Growing up they say, puts things in perspective.   Becoming King gives you an even wider reach.  When I was in my teens, I went through a phase where I resented everything my father did to me.  I questioned all his decisions, argued against his orders even to the point of negating everything he said just to prove myself right.  One of the sore things between us was the engagement he arranged for me when I was only three years old.  I was at the point that I was reading romances and talking to others about finding true love.  I wanted it too yet here was an engagement I never wanted already in place even before I could learn how to protest.

And so I began to rationalize things.  It didn’t matter if Elsa’s letters were interesting.  She was another instrument of my father’s hold on me.   How could I possibly marry this girl that wasn’t my choice in the first place?  Besides, she admitted she never went out of her rooms.  Maybe she was a cripple? Or had a disease?  Why would I want someone like that to share my life with?

So when the truth came out that she was in fact possessed of ice powers, it gave me the right amount of ammunition against my father.  “See? You engaged me to an ice witch!” I told him.   

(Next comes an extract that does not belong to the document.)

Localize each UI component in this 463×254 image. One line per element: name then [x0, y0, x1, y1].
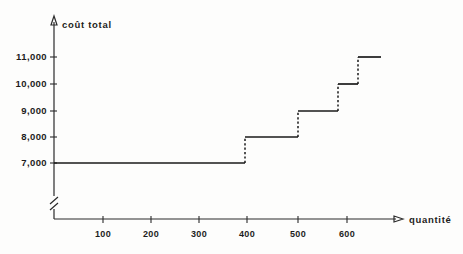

I nursed the bitterness with my father but it was Elsa that I struck.   I accused her of being dishonest to me on her true condition.  A month after my father’s death, I sent her the coldest letter in just three lines:

I am sorry but I cannot imagine spending my life with you.  As the new King of Tastris, I am revoking the arrangement my father made with yours.  I shall not write again.

She never wrote after that again either. 

But now as I held her letter in my hands, I felt a surge of shame and regret that I threw away our friendship over my misplaced anger at my father, whose efforts then I appreciate and understand now that I am in his shoes.

I wonder how Elsa is doing now.  I know she is still unmarried and rules her kingdom with her sister.  I heard rumors that she has an icy heart and that no man can ever win her.   It was just as well that I broke it off with her when I did.  Still, our friendship could have survived if it wasn’t for my own pigheadedness.    But it’s too late now.  Her nation is caught in a war with Weselton.  I prayed that she would survive it.  And maybe then I can at least write to ask for her forgiveness.

Of course, she might just freeze my letter as soon as she finds out it came from me.